Sponsors

Women and Film History International

Women and Film History International (WFHI) is an international organization that connects and sustains a community of scholars, archivists, librarians, critics, programmers, students, and others interested in the history of women and early cinema. We are a self-supporting, self-governing, non-profit organization. Be sure to join the organization before you register for the 2022 conference to receive a discounted registration fee!

 Women Film Pioneers Project (WFPP)

The Women Film Pioneers Project (WFPP) is a digital resource published by Columbia University Libraries that advances research on the hundreds of women who worked behind the scenes during the silent film era. Always expanding, WFPP publishes original scholarship on women who worked all around the world as directors, producers, screenwriters, editors, and more. WFPP features short career profiles on single individuals, longer thematic peer-reviewed overview essays, and shorter multimedia posts, all by film scholars, film curators, archivists, and historians.

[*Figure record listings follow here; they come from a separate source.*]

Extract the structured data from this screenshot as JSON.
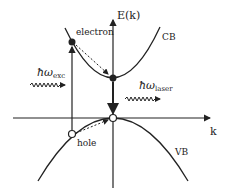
{
  "diagram": {
    "axes": {
      "y_label": "E(k)",
      "x_label": "k"
    },
    "bands": {
      "conduction": "CB",
      "valence": "VB"
    },
    "carriers": {
      "electron": "electron",
      "hole": "hole"
    },
    "photons": {
      "excitation": {
        "symbol": "ħω",
        "subscript": "exc"
      },
      "laser": {
        "symbol": "ħω",
        "subscript": "laser"
      }
    },
    "colors": {
      "line": "#222222",
      "background": "#ffffff"
    }
  }
}
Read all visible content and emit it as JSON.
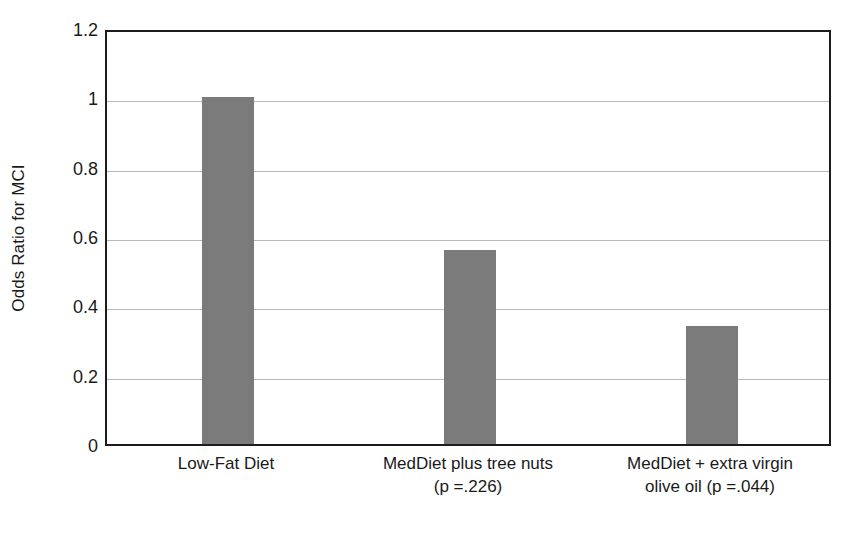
{
  "chart_data": {
    "type": "bar",
    "title": "",
    "subtitle": "",
    "xlabel": "",
    "ylabel": "Odds Ratio for MCI",
    "categories": [
      "Low-Fat Diet",
      "MedDiet plus tree nuts\n(p =.226)",
      "MedDiet + extra virgin\nolive oil (p =.044)"
    ],
    "values": [
      1.0,
      0.56,
      0.34
    ],
    "ylim": [
      0,
      1.2
    ],
    "yticks": [
      0,
      0.2,
      0.4,
      0.6,
      0.8,
      1,
      1.2
    ],
    "ytick_labels": [
      "0",
      "0.2",
      "0.4",
      "0.6",
      "0.8",
      "1",
      "1.2"
    ],
    "grid": true,
    "legend": "none",
    "annotations": [
      {
        "category": "MedDiet plus tree nuts",
        "p_value": "p =.226"
      },
      {
        "category": "MedDiet + extra virgin olive oil",
        "p_value": "p =.044"
      }
    ],
    "colors": {
      "bar_fill": "#7b7b7b",
      "axis": "#1c1c1c",
      "gridline": "#b9b9b9",
      "background": "#ffffff",
      "text": "#1a1a1a"
    }
  }
}
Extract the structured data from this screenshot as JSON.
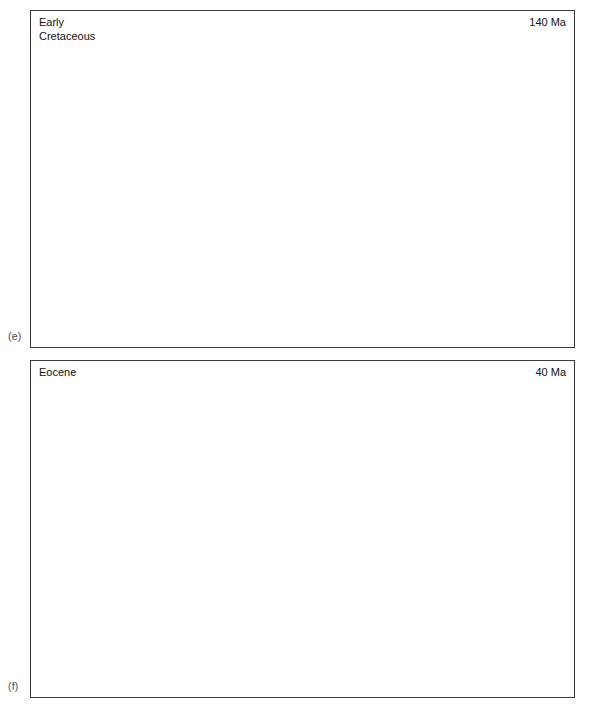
{
  "figure": {
    "background": "#ffffff",
    "width": 591,
    "height": 710,
    "colors": {
      "ocean": "#e9e9e9",
      "shelf": "#ffffff",
      "land": "#a9a9a9",
      "outline": "#111111",
      "graticule": "#4d4d4d",
      "frame": "#3a3a3a",
      "climate_dash": "#000000",
      "coast_dash": "#555555"
    }
  },
  "panels": [
    {
      "tag": "(e)",
      "era": "Early\nCretaceous",
      "age": "140 Ma",
      "lat_labels": [
        {
          "text": "60°N",
          "lat": 60
        },
        {
          "text": "30°N",
          "lat": 30
        },
        {
          "text": "0°",
          "lat": 0
        },
        {
          "text": "30°S",
          "lat": -30
        },
        {
          "text": "60°S",
          "lat": -60
        }
      ],
      "plate_labels": [
        {
          "text": "NL",
          "lon": -52,
          "lat": 54
        },
        {
          "text": "SL",
          "lon": -110,
          "lat": 36
        },
        {
          "text": "NG",
          "lon": -108,
          "lat": 1
        },
        {
          "text": "N",
          "lon": -96,
          "lat": -17
        },
        {
          "text": "SG",
          "lon": -90,
          "lat": -41
        },
        {
          "text": "WA",
          "lon": -16,
          "lat": -63
        },
        {
          "text": "EA",
          "lon": 44,
          "lat": -58
        }
      ],
      "climate_boundaries": [
        {
          "name": "northern-arid-boundary",
          "lat": 46
        },
        {
          "name": "northern-tropic-boundary",
          "lat": 29
        },
        {
          "name": "southern-arid-boundary",
          "lat": -33
        }
      ]
    },
    {
      "tag": "(f)",
      "era": "Eocene",
      "age": "40 Ma",
      "lat_labels": [
        {
          "text": "60°N",
          "lat": 60
        },
        {
          "text": "30°N",
          "lat": 30
        },
        {
          "text": "0°",
          "lat": 0
        },
        {
          "text": "30°S",
          "lat": -30
        },
        {
          "text": "60°S",
          "lat": -60
        }
      ],
      "plate_labels": [],
      "climate_boundaries": []
    }
  ],
  "graticule": {
    "meridian_step_deg": 30,
    "parallel_list": [
      60,
      30,
      0,
      -30,
      -60
    ],
    "lon_range": [
      -180,
      180
    ],
    "lat_range": [
      -90,
      90
    ]
  },
  "map_data": {
    "projection": "robinson-like-elliptical",
    "cretaceous_landmasses": [
      "north-laurasia",
      "south-laurasia",
      "north-gondwana",
      "south-gondwana",
      "west-antarctica",
      "east-antarctica",
      "proto-africa",
      "proto-south-america",
      "proto-india",
      "proto-australia"
    ],
    "eocene_landmasses": [
      "north-america",
      "south-america",
      "africa",
      "eurasia",
      "india",
      "australia",
      "antarctica",
      "greenland",
      "madagascar",
      "new-zealand",
      "tethys-seaway"
    ]
  }
}
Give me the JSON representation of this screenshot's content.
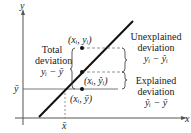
{
  "diagram": {
    "axes": {
      "y_label": "y",
      "x_label": "x"
    },
    "ybar_label": "ȳ",
    "xbar_label": "x̄",
    "points": {
      "observed": "(xᵢ, yᵢ)",
      "predicted": "(xᵢ, ŷᵢ)",
      "mean": "(xᵢ, ȳ)"
    },
    "total": {
      "line1": "Total",
      "line2": "deviation",
      "formula": "yᵢ − ȳ"
    },
    "unexplained": {
      "line1": "Unexplained",
      "line2": "deviation",
      "formula": "yᵢ − ŷᵢ"
    },
    "explained": {
      "line1": "Explained",
      "line2": "deviation",
      "formula": "ŷᵢ − ȳ"
    },
    "colors": {
      "line": "#111111",
      "axis": "#555555",
      "dashed": "#666666"
    }
  }
}
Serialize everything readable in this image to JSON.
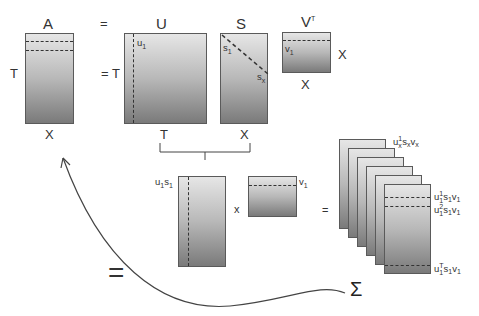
{
  "title_row": {
    "a_label": "A",
    "eq1": "=",
    "u_label": "U",
    "s_label": "S",
    "vt_label": "V",
    "vt_sup": "T"
  },
  "matrix_a": {
    "row_label": "T",
    "col_label": "X"
  },
  "matrix_u": {
    "row_label": "= T",
    "col_label": "T",
    "column_label": "u",
    "column_sub": "1"
  },
  "matrix_s": {
    "col_label": "X",
    "diag_start": "s",
    "diag_start_sub": "1",
    "diag_end": "s",
    "diag_end_sub": "x"
  },
  "matrix_vt": {
    "row_label": "X",
    "col_label": "X",
    "row_name": "v",
    "row_sub": "1"
  },
  "product_row": {
    "u1s1_label": "u",
    "u1s1_sub1": "1",
    "u1s1_s": "s",
    "u1s1_sub2": "1",
    "times": "x",
    "v1_label": "v",
    "v1_sub": "1",
    "equals": "="
  },
  "stack": {
    "top_label": {
      "u": "u",
      "sup": "1",
      "sub": "x",
      "s": "s",
      "s_sub": "x",
      "v": "v",
      "v_sub": "x"
    },
    "rows": [
      {
        "u": "u",
        "sup": "1",
        "sub": "1",
        "s": "s",
        "s_sub": "1",
        "v": "v",
        "v_sub": "1"
      },
      {
        "u": "u",
        "sup": "2",
        "sub": "1",
        "s": "s",
        "s_sub": "1",
        "v": "v",
        "v_sub": "1"
      },
      {
        "u": "u",
        "sup": "T",
        "sub": "1",
        "s": "s",
        "s_sub": "1",
        "v": "v",
        "v_sub": "1"
      }
    ],
    "frame_count": 6
  },
  "bottom": {
    "big_equals": "=",
    "sigma": "Σ"
  },
  "colors": {
    "line": "#333333",
    "border": "#5a5a5a",
    "grad_top": "#e6e6e6",
    "grad_bottom": "#7a7a7a"
  }
}
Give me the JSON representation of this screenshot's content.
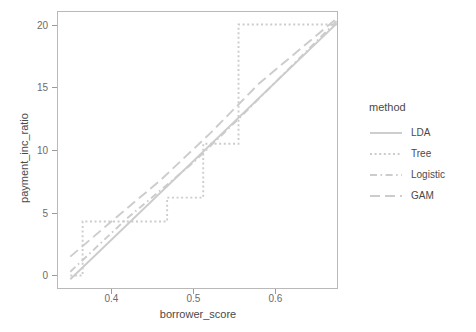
{
  "chart_data": {
    "type": "line",
    "title": "",
    "xlabel": "borrower_score",
    "ylabel": "payment_inc_ratio",
    "xlim": [
      0.335,
      0.675
    ],
    "ylim": [
      -1.0,
      21.0
    ],
    "xticks": [
      0.4,
      0.5,
      0.6
    ],
    "xtick_labels": [
      "0.4",
      "0.5",
      "0.6"
    ],
    "yticks": [
      0,
      5,
      10,
      15,
      20
    ],
    "ytick_labels": [
      "0",
      "5",
      "10",
      "15",
      "20"
    ],
    "grid": false,
    "legend_position": "right",
    "legend_title": "method",
    "line_color": "#cccccc",
    "panel_border_color": "#b9b9b9",
    "series": [
      {
        "name": "LDA",
        "dash": "solid",
        "points": [
          [
            0.35,
            -0.3
          ],
          [
            0.675,
            20.1
          ]
        ]
      },
      {
        "name": "Tree",
        "dash": "dotted",
        "points": [
          [
            0.35,
            0.0
          ],
          [
            0.365,
            0.0
          ],
          [
            0.365,
            4.3
          ],
          [
            0.468,
            4.3
          ],
          [
            0.468,
            6.2
          ],
          [
            0.512,
            6.2
          ],
          [
            0.512,
            10.5
          ],
          [
            0.555,
            10.5
          ],
          [
            0.555,
            20.0
          ],
          [
            0.675,
            20.0
          ]
        ]
      },
      {
        "name": "Logistic",
        "dash": "dashdot",
        "points": [
          [
            0.35,
            0.3
          ],
          [
            0.42,
            4.6
          ],
          [
            0.5,
            9.0
          ],
          [
            0.56,
            12.8
          ],
          [
            0.675,
            20.3
          ]
        ]
      },
      {
        "name": "GAM",
        "dash": "longdash",
        "points": [
          [
            0.35,
            1.5
          ],
          [
            0.4,
            4.3
          ],
          [
            0.46,
            7.6
          ],
          [
            0.52,
            11.3
          ],
          [
            0.58,
            15.3
          ],
          [
            0.675,
            20.5
          ]
        ]
      }
    ]
  },
  "legend": {
    "title": "method",
    "items": [
      {
        "label": "LDA",
        "key": "solid-line-key"
      },
      {
        "label": "Tree",
        "key": "dotted-line-key"
      },
      {
        "label": "Logistic",
        "key": "dashdot-line-key"
      },
      {
        "label": "GAM",
        "key": "longdash-line-key"
      }
    ]
  }
}
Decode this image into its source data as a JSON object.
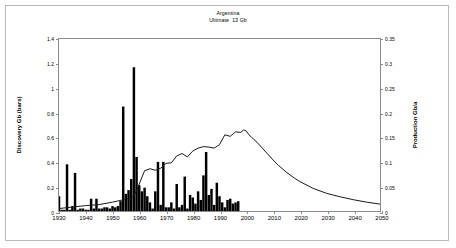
{
  "title": {
    "line1": "Argentina",
    "line2": "Ultimate  13 Gb"
  },
  "chart_data": {
    "type": "bar",
    "title": "Argentina",
    "subtitle": "Ultimate  13 Gb",
    "xlabel": "",
    "ylabel": "Discovery Gb (bars)",
    "y2label": "Production Gb/a",
    "xlim": [
      1930,
      2050
    ],
    "ylim": [
      0,
      1.4
    ],
    "y2lim": [
      0,
      0.35
    ],
    "grid": false,
    "legend": false,
    "xticks": [
      1930,
      1940,
      1950,
      1960,
      1970,
      1980,
      1990,
      2000,
      2010,
      2020,
      2030,
      2040,
      2050
    ],
    "yticks": [
      0,
      0.2,
      0.4,
      0.6,
      0.8,
      1.0,
      1.2,
      1.4
    ],
    "yticklabels": [
      "0",
      "0.2",
      "0.4",
      "0.6",
      "0.8",
      "1",
      "1.2",
      "1.4"
    ],
    "y2ticks": [
      0,
      0.05,
      0.1,
      0.15,
      0.2,
      0.25,
      0.3,
      0.35
    ],
    "y2ticklabels": [
      "0",
      "0.05",
      "0.1",
      "0.15",
      "0.2",
      "0.25",
      "0.3",
      "0.35"
    ],
    "series": [
      {
        "name": "Discovery Gb (bars)",
        "type": "bar",
        "axis": "left",
        "color": "#000000",
        "x": [
          1930,
          1931,
          1932,
          1933,
          1934,
          1935,
          1936,
          1937,
          1938,
          1939,
          1940,
          1941,
          1942,
          1943,
          1944,
          1945,
          1946,
          1947,
          1948,
          1949,
          1950,
          1951,
          1952,
          1953,
          1954,
          1955,
          1956,
          1957,
          1958,
          1959,
          1960,
          1961,
          1962,
          1963,
          1964,
          1965,
          1966,
          1967,
          1968,
          1969,
          1970,
          1971,
          1972,
          1973,
          1974,
          1975,
          1976,
          1977,
          1978,
          1979,
          1980,
          1981,
          1982,
          1983,
          1984,
          1985,
          1986,
          1987,
          1988,
          1989,
          1990,
          1991,
          1992,
          1993,
          1994,
          1995,
          1996,
          1997
        ],
        "values": [
          0.12,
          0.01,
          0.01,
          0.38,
          0.01,
          0.04,
          0.31,
          0.01,
          0.02,
          0.02,
          0.01,
          0.01,
          0.1,
          0.02,
          0.1,
          0.02,
          0.02,
          0.03,
          0.03,
          0.02,
          0.04,
          0.03,
          0.04,
          0.08,
          0.85,
          0.14,
          0.17,
          0.26,
          1.17,
          0.44,
          0.21,
          0.16,
          0.19,
          0.12,
          0.07,
          0.02,
          0.16,
          0.4,
          0.05,
          0.4,
          0.03,
          0.03,
          0.07,
          0.02,
          0.22,
          0.03,
          0.05,
          0.28,
          0.02,
          0.13,
          0.11,
          0.06,
          0.16,
          0.09,
          0.29,
          0.48,
          0.13,
          0.18,
          0.05,
          0.23,
          0.12,
          0.07,
          0.03,
          0.09,
          0.1,
          0.06,
          0.07,
          0.08
        ]
      },
      {
        "name": "Production Gb/a",
        "type": "line",
        "axis": "right",
        "color": "#1a1a1a",
        "x": [
          1930,
          1935,
          1940,
          1945,
          1950,
          1955,
          1958,
          1960,
          1962,
          1964,
          1966,
          1968,
          1970,
          1972,
          1974,
          1976,
          1978,
          1980,
          1982,
          1984,
          1986,
          1988,
          1990,
          1992,
          1994,
          1996,
          1998,
          1999,
          2000,
          2001,
          2002,
          2004,
          2006,
          2008,
          2010,
          2012,
          2015,
          2018,
          2020,
          2025,
          2030,
          2035,
          2040,
          2045,
          2050
        ],
        "values": [
          0.005,
          0.008,
          0.011,
          0.013,
          0.018,
          0.024,
          0.03,
          0.055,
          0.082,
          0.086,
          0.083,
          0.087,
          0.097,
          0.098,
          0.112,
          0.117,
          0.11,
          0.122,
          0.128,
          0.131,
          0.13,
          0.128,
          0.135,
          0.155,
          0.152,
          0.161,
          0.16,
          0.165,
          0.163,
          0.155,
          0.15,
          0.14,
          0.128,
          0.116,
          0.104,
          0.093,
          0.079,
          0.067,
          0.06,
          0.046,
          0.036,
          0.029,
          0.023,
          0.018,
          0.014
        ]
      }
    ]
  }
}
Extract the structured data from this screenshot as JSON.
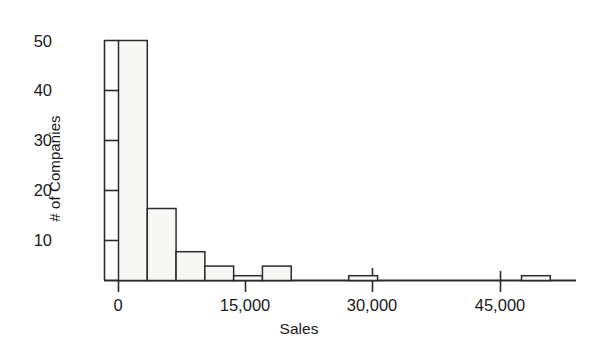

Classes in screenwriting were taught by Frances Taylor Patterson at Columbia University in 1917, which suggests that it was the first U.S. university to offer courses in the new medium of motion pictures. Historian Eric Barnouw founded the Film Program in the School of the Arts in 1947, and today within his old department still located in Dodge Hall, Film and Media Studies offers undergraduate and MA degrees. Film history and theory  as well as new media are also now taught in a range of Arts and Sciences departments from History to East Asian Languages and Cultures. In 2016, the Center for Comparative Media was established and by 2019 the certificate for PhD students went into effect.

    Barrymore Film Center, Ft. Lee, New Jersey

The Barrymore Film Center is dedicated to the borough’s history as the birthplace of the U.S. film industry with Ft. Lee the film town where most of the major studios were founded. In addition to Universal (1912) and Fox (1915) and many others, it was the home of the Solax Studios, a production plant built in 1912. Solax was founded in 1910 by director/producer/writer Alice Guy Blaché who served as Solax president of the first studio built and operated by a woman. The Barrymore Film Center, the new home to the Ft. Lee Film Commission, is set to open in February 2022.

The Women's Film Preservation Fund (WFPF) is the only program in the world dedicated to preserving the cultural legacy of women in the industry through preserving American-made films by women. Founded in 1995 by New York Women in Film & Television (NYWIFT) in conjunction with the Museum of Modern Art (MoMA), WFPF has preserved nearly 150 American films in which women have played key creative roles. These include works by early feminists, women of color, social activists and artists that represent unique and irreplaceable contributions to American cinematic heritage. Films already preserved range from those of early pioneers, Lois Weber and Alice Guy Blaché, experimental filmmaker, Maya Deren, animator Mary Ellen Bute, to more contemporary feature director Julie Dash; director and cinematographer Jessie Maple; documentarians Trinh T. Minh-ha and Barbara Kopple and more. The WFPF is rewriting the film history books, one moving picture at a time. 


The Center for American Studies at Columbia University offers students the opportunity to explore the experiences and values of the people of the United States as embodied in their history, literature, politics, art, and other enduring forms of cultural expression. American Studies takes advantage of their location in New York by involving students with the life of the city, working with community service organizations such as the Roger Lehecka Double Discovery Center, and by inviting leading figures on the New York political and cultural scene to participate in colloquia, public conferences, and classroom activities. The center seeks to prepare students to confront with historical awareness the pressing problems that face our society.